I retrieved Liam, clearly not anxious to leave Madeleine, who had now introduced him to the delights of French pastries, and stopped to pick up supplies for our evening meal before I carried him back across the street. As I opened the front door Madame Hetreau darted out of her hiding place—the spider once more catching the fly.
“Ah. So you return,” she said. “You have been enjoying yourself, I suppose. They tell me you leave your child with the baker’s wife and you’re off on your own chatting with men in cafés.”
I bristled at this suggestion that I was ignoring my child because I was off having a good time, but I controlled my voice before I said, “Because I’ve been searching for Miss Goldfarb and Miss Walcott, naturally, and I couldn’t take a child with me all over Paris.” Luckily my rusty French had improved during two days of speaking it constantly so that I no longer had to search for words and the sentence came out with the right amount of force.
She recoiled a little at this. “And you still haven’t found them, I take it.”
“Unfortunately no. Miss Goldfarb’s cousin suggested that they might have taken ill after eating bad food—oysters, maybe.”
“I wouldn’t know,” she shrugged, giving me the impression that she wouldn’t be concerned if they had died of bubonic plague as long as it didn’t in any way affect her.
“I can’t think of any other reason that they would have vanished leaving no word for me,” I said. “So I’m afraid my next task will be to visit the hospitals and morgues in the city. Perhaps you can suggest where I should start if my friends were taken ill in this place.”
“I think I would have heard if your friends came down with poisoning,” she said. “And I heard nothing. One minute they were here and the next they were gone. Me, I still think they decided to take a jaunt and left the city. Perhaps they decided to return to New York.”
“Not leaving all their clothing behind.”
Liam squirmed and I attempted to hang onto the bag of groceries. “I must take him upstairs. He’s getting heavy.”
As I turned away she called after me. “One minute, madame. I believe a postcard might have come for you.” She reached into Sid and Gus’s mail slot and held it out to me. “I can think of no one else to whom this might apply.”
I put down the bag of groceries and took it from her. The front was a painting of a woman drinking tea. I turned it over. It was addressed in an elegant hand I didn’t recognize. I was able to translate that it was addressed “To the Lady from New York staying at 35 Rue des Martyrs.…”
The message area was left blank.
I looked up, puzzled, to see Madame Hetreau staring at me. “Is it from the American ladies?”
“No,” I said. “I’ve no idea who it is from. I don’t recognize the writing. And there’s no message. What can it mean? Did it arrive today?”
“This morning. Right after you went out.”
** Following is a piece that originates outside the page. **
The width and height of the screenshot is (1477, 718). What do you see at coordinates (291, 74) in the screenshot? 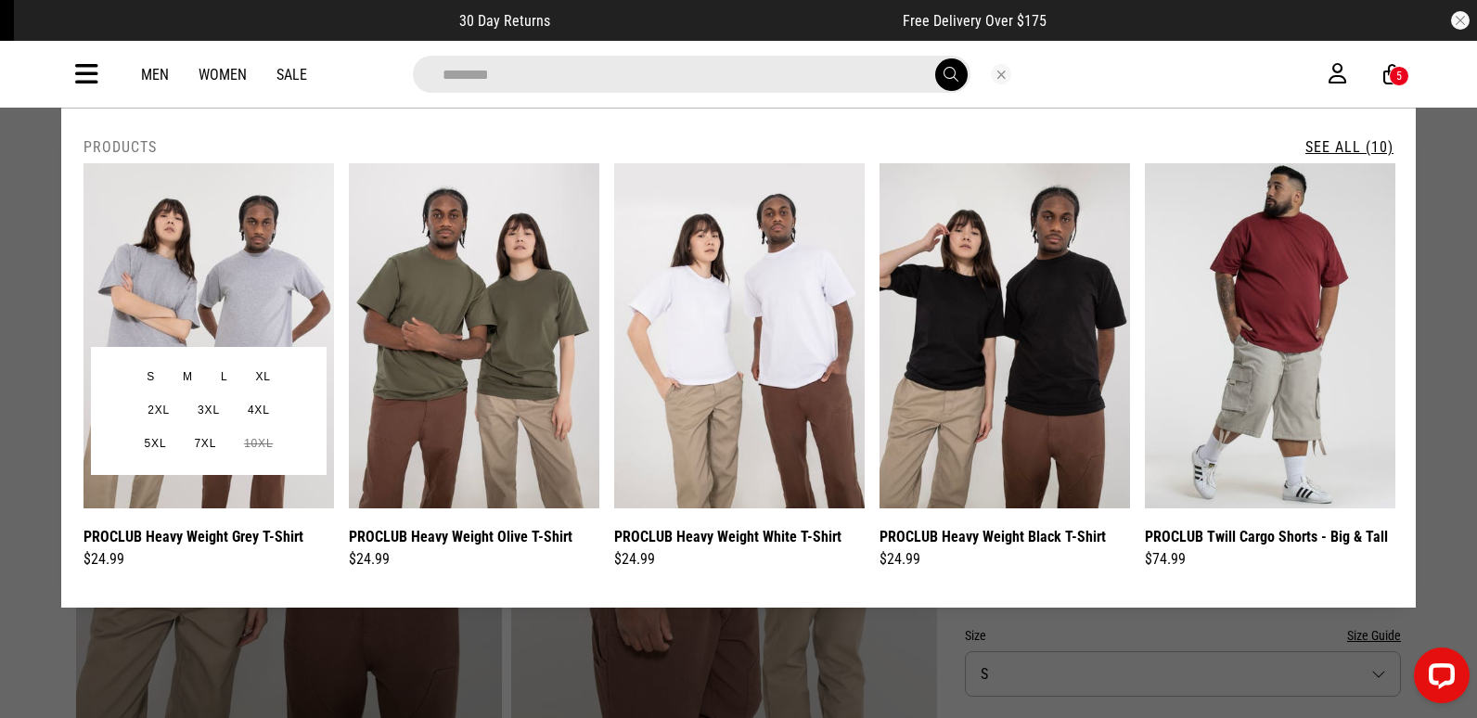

I held it out to her. “You’ve seen it—why would someone send me a blank postcard?”
“I have no idea, madame.”
Liam made a grab for it, and I had to hang onto him lest he tumble from my arms. “I have to take him upstairs,” I said. “Thank you for alerting me to the postcard.”
She almost hadn’t,
I thought as I trudged up the stairs. She’d only handed it to me as an afterthought. Was she going to leave it hidden in the mail slot and her conscience finally got the better of her, or had she genuinely forgotten about it? As soon as I entered the apartment I put Liam in his crib, protesting loudly, and sat on the bed, turning the postcard over in my hands. Who could have known I was here and sent me a postcard? And if someone had bothered to do so, why was there no message on it?